Advertisement

Damage to Cancer Gene Linked to Smoking

Share
From Newsday

The strongest evidence yet tying tobacco smoke directly to the genetic damage that leads to cancer was reported this week by a research team in Baltimore.

The new work, reported Wednesday in the New England Journal of Medicine, “is molecular proof that smoking increases the rate of mutation” in a specific gene called p53, said Dr. David Sidransky, a cancer specialist at the Johns Hopkins School of Medicine. Damage to the p53 gene is known to play a central role in the cancer process.

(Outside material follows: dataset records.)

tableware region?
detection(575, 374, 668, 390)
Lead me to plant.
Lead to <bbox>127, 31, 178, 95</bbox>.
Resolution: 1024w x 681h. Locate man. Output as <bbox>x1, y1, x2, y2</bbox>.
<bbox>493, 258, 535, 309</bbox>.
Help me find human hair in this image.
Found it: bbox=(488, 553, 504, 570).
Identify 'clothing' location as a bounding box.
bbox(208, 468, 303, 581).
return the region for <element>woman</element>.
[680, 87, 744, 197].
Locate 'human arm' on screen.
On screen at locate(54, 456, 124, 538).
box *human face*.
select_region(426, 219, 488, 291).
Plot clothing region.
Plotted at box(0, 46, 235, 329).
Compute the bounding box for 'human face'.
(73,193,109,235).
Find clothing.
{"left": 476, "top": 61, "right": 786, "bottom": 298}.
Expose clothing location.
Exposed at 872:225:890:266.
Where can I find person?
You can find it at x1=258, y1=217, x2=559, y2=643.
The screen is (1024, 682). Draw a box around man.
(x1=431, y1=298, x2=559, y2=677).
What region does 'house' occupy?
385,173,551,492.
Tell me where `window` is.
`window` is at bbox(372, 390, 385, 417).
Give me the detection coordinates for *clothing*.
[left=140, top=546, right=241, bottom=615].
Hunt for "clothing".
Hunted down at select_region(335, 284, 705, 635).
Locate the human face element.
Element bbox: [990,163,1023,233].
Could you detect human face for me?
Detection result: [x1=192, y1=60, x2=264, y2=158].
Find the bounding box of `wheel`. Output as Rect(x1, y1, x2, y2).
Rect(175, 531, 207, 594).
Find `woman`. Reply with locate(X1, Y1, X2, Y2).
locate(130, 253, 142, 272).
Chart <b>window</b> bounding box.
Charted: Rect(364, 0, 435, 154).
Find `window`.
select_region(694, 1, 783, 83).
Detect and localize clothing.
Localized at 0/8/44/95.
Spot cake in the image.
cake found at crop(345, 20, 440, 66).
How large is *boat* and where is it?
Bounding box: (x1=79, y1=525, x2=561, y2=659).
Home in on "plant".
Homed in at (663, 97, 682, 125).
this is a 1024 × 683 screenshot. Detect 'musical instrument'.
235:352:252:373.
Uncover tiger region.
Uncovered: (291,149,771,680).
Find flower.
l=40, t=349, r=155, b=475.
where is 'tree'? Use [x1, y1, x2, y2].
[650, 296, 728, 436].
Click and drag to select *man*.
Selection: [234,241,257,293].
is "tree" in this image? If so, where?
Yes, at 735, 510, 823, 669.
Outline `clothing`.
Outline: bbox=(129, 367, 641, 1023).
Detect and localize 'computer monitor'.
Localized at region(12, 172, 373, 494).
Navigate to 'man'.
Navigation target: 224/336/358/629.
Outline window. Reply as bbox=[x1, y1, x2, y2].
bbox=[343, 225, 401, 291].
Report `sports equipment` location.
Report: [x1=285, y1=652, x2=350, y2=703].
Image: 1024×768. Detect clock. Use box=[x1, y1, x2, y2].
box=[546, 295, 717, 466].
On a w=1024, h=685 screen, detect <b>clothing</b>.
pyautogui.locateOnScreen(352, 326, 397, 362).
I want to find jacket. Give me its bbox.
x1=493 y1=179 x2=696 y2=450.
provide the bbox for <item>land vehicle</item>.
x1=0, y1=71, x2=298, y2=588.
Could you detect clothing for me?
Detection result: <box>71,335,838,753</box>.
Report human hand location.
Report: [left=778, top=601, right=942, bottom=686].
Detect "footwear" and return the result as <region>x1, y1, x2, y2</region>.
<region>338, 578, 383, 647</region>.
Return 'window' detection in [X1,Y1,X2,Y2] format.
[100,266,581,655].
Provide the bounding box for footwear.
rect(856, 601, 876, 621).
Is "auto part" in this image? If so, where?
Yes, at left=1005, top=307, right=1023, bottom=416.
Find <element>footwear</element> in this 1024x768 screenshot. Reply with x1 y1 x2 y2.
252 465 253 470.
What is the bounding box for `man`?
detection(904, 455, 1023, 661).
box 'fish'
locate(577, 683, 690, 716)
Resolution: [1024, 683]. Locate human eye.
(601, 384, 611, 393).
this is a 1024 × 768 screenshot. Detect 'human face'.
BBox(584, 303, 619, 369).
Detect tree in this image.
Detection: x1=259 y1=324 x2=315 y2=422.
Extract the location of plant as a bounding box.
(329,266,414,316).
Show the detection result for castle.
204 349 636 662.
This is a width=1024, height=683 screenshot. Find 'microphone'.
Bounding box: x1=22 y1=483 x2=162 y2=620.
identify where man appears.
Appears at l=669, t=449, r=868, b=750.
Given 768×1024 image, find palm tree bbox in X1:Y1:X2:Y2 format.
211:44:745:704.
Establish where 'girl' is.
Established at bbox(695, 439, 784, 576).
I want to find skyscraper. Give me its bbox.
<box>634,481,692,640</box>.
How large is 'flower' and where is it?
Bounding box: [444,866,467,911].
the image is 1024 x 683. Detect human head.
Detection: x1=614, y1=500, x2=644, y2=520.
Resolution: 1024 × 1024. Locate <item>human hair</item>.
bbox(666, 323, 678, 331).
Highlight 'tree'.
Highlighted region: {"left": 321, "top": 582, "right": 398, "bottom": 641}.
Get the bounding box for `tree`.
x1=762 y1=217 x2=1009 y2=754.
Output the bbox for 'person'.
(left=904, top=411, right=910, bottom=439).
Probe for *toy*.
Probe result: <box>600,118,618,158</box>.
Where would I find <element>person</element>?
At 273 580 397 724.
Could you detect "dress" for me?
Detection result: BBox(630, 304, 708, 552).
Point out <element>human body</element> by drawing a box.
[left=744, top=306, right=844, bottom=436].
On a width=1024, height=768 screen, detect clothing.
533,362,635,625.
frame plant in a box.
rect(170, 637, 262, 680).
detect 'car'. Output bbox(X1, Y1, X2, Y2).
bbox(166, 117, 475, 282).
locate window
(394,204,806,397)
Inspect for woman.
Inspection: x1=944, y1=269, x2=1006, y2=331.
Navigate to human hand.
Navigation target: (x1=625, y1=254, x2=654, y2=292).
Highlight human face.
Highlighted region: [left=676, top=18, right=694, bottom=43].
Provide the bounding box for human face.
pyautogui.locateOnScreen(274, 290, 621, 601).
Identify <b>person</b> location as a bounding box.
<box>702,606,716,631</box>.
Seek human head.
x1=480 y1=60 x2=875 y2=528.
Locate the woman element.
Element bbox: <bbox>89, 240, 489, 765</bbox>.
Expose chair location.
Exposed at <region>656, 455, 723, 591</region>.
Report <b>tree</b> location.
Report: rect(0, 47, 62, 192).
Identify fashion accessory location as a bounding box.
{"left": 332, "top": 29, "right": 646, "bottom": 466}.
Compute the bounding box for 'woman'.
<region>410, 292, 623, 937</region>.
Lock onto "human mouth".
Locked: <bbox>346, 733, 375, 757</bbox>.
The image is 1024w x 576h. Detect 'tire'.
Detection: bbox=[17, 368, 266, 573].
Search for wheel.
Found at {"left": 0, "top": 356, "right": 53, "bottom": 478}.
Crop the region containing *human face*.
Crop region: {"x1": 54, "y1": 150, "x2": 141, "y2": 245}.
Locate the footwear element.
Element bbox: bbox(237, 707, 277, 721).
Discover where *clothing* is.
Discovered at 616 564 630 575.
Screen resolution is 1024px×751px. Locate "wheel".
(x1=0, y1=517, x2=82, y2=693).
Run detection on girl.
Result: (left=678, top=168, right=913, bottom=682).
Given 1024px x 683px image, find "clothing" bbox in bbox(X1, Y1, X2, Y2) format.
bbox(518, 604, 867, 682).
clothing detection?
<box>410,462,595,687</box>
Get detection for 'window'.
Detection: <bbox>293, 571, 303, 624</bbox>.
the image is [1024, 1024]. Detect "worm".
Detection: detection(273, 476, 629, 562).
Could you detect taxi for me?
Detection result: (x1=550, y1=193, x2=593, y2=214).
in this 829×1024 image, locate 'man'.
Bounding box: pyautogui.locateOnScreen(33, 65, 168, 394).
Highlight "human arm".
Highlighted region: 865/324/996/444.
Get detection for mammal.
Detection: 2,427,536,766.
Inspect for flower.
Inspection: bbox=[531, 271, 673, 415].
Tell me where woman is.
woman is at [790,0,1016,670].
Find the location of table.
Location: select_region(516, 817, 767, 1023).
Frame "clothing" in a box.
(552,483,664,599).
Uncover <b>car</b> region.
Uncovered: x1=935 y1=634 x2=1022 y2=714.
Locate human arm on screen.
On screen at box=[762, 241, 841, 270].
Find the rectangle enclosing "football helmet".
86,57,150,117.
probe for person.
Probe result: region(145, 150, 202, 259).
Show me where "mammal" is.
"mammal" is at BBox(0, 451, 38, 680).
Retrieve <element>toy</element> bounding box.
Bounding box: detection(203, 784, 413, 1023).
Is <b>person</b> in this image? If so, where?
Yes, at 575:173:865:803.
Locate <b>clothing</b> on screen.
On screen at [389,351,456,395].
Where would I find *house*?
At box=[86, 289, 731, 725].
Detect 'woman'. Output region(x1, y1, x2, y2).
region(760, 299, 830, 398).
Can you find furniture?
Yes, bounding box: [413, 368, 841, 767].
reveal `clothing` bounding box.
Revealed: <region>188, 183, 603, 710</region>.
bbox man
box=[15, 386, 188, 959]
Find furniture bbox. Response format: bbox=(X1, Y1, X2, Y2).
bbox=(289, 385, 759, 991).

Sidransky said the results also show that adding alcohol to the mix--combining smoking with moderate or heavy drinking--raises the risk even higher.

Advertisement

As a result, he said, “now the most common carcinogens that people expose themselves to are linked to the most common (genetic) change in human cancer.”

The take-home message, he added, “is to tell every single doubter--anyone who clings to some hope that the evidence associating it (smoking) with cancer is incomplete--that proof has arrived. It really indicates that stopping smoking is essential for the prevention of these cancers.”

The detailed report by Sidransky and eight research colleagues deals with so-called head and neck cancers, such as tumors of the larynx and mouth. They found that the mutation rate was doubled in cancer patients who were smokers compared to those who were not. Equally important, the types of mutations found in the smokers differed from those found in nonsmokers.

Molecular biologist Christine Nogueira at the Boston University School of Medicine said Sidransky’s study “gives definitive evidence of the association between smoking and head and neck cancer. They used the most powerful molecule tool, sequencing of the gene,” to get the answers. Sequencing involves “reading” a gene by noting the exact sequence of its chemicals and noting how a mutated gene differs from a normal gene.

She added that “everybody knew” smoking and gene damage were linked, “but they have proved it consistently” in the Johns Hopkins work.

According to the American Cancer Society, cigarette smoking is responsible for about 90% of all lung cancer deaths. Smoking also had been associated with the head and neck cancers studied by Sidransky and with cancer of the esophagus, pancreas, cervix, kidney and bladder.

Advertisement

The tobacco industry’s trade organization, the Tobacco Institute, said it did not have the expertise to comment. The industry has long maintained that a cause-and-effect relationship between smoking and cancer remains unproven.